ROSE executed 14 missions to the terminus face, during which it collected almost 200 CTD profiles, many of which to 150-m or more. These data reveal the existence of meltwater intrusions, which are the first direct evidence of meltwater from a tidewater glacier. These also map out the patterns of the subglacial plume, the patterns and quantity of warm inflowing ocean waters, and the variability that arises in response to changes in ice structure, due to both melt and calving events.


Above is a plot that shows the locations of shipboard measurements (small pink dots), moorings (large red dots), and ROSE profiles (mid-sized colored dots). The heavy black line is the terminus location; thin lines show the depth of bottom.

Moorings deployed by Rose:

Oceanographic moorings are instrument clusters that rise above the ocean floor and are deployed for days to months to years. They generally consist of an anchor weight (often a 1000 lb railroad wheel), a buoyant float, scientific sensors (often placed along a mooring line (or wire), and an “acoustic release,” a device that we can talk to (from our ship) that breaks apart the mooring when we wish to bring it back. Moorings have never before been deployed along a glacier terminus because manned ships can’t get there.

Drone photo of ROSE towing a mooring to the glacier for deployment.

ROSE headed to the terminus for another mooring deployment. This is the view from our ship.

Instead of using a manned research vessel to deploy our moorings, we used ROSE to pull a small raft to the glacier face, and then, using a command sent by radio, we released a pair of trap doors that let the mooring fall to the bottom. Two weeks later, we used an acoustic “pinger” to call to the moorings and tell them to come back to the surface.

Some of our moorings primarily had hydrophones that listen to the melting and calving events. Other moorings had ADCPs (Acoustic Doppler Current Profilers) on them (to image the velocity field above the mooring), and sensors to measure the ocean temperatures and salinities. Teledyne RD Instruments kindly supported this project by lending us one of their new 5-beam Sentinel V 300 kHz ADCPs (see photos below) that we deployed on one of our “ABLE” moorings.
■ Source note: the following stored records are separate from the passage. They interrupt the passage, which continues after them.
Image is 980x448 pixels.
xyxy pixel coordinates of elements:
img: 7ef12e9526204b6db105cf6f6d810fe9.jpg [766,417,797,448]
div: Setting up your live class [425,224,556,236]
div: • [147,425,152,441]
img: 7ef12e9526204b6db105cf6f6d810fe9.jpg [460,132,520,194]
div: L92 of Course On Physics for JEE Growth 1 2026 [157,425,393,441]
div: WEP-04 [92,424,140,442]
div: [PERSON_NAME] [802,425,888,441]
When we recovered the moorings, they had significant build-up of sediments and small rocks on them, which presumably came from a combination of melting glacial ice, calving events, and strong near-bottom flows.

Sentinel_V_recovered2.jpg

One of our ADCPs moorings was directly hit by a calving event (TWICE!), which was evident both from the acoustics signals (below) reflecting directly off of the newly formed iceberg (right at the bottom!), and the pressure record of the instrument, which indicate that the entire mooring dropped 4 m at the time of the calving event. Either it was pushed down a slope, or the moraine that the mooring was deployed on slumped.

The calving event that moved ABLE. At 16:35 on Sept 6, a huge piece of ice fractured from the terminus, sweeping up and past our bottom lander as it rose to the surface, pulling with it a massive quantity of warm, deep waters. Within seconds, signal…
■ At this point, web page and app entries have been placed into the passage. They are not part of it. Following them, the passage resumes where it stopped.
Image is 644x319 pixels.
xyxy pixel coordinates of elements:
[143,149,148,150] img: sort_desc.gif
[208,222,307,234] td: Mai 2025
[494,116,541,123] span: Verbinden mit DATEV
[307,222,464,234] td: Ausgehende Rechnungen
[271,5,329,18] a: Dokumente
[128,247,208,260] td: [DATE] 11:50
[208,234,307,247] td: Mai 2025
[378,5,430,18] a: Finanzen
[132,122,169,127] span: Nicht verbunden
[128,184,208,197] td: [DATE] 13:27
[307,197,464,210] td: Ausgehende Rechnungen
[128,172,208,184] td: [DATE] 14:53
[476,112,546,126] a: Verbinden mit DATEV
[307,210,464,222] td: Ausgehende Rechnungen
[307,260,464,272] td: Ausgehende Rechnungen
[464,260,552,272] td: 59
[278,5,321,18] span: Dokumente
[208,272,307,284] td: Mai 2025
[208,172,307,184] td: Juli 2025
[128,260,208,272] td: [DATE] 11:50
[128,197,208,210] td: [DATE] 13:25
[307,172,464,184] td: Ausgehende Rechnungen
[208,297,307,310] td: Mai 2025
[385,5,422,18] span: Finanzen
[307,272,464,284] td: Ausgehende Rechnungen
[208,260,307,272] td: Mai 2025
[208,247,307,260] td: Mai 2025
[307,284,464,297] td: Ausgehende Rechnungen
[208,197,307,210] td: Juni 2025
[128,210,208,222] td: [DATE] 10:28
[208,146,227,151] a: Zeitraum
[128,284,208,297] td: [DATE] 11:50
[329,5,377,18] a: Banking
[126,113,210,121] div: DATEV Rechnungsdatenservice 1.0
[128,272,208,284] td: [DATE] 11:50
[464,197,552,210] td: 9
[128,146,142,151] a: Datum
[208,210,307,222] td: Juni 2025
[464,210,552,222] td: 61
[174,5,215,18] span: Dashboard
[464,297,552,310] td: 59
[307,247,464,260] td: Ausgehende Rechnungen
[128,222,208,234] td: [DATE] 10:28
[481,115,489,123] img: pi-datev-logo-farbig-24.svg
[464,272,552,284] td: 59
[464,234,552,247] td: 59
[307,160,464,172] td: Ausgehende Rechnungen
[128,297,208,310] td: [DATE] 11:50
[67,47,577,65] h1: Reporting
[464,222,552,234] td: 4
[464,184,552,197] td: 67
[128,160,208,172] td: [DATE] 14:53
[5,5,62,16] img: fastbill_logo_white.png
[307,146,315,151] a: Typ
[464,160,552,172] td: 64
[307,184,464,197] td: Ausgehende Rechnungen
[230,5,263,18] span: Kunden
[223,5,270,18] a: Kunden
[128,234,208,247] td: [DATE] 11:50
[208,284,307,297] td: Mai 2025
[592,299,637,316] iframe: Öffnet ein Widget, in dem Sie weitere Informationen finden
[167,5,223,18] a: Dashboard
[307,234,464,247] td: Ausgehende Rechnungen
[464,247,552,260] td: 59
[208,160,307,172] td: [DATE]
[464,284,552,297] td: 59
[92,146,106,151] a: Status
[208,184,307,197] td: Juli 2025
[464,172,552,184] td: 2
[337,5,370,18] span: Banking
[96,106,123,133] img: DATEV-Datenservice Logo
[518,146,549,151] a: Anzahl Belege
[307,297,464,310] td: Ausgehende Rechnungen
The calving event that moved ABLE. At 16:35 on Sept 6, a huge piece of ice fractured from the terminus, sweeping up and past our bottom lander as it rose to the surface, pulling with it a massive quantity of warm, deep waters. Within seconds, signals were observed of this event were observed throughout the fjord. Was this something special? NO — not at all! Leconte Glacier flows at 20-30 m every day - which means every day or two there is an event of this size. The pictures at right are a sequence of images from the time-lapse cameras that Jason Amundson and Christian Keinholz set up on the fjord’s cliffs. The inset to the left shows the horizontal and vertical velocities that the deep ADCP mooring recorded during this time.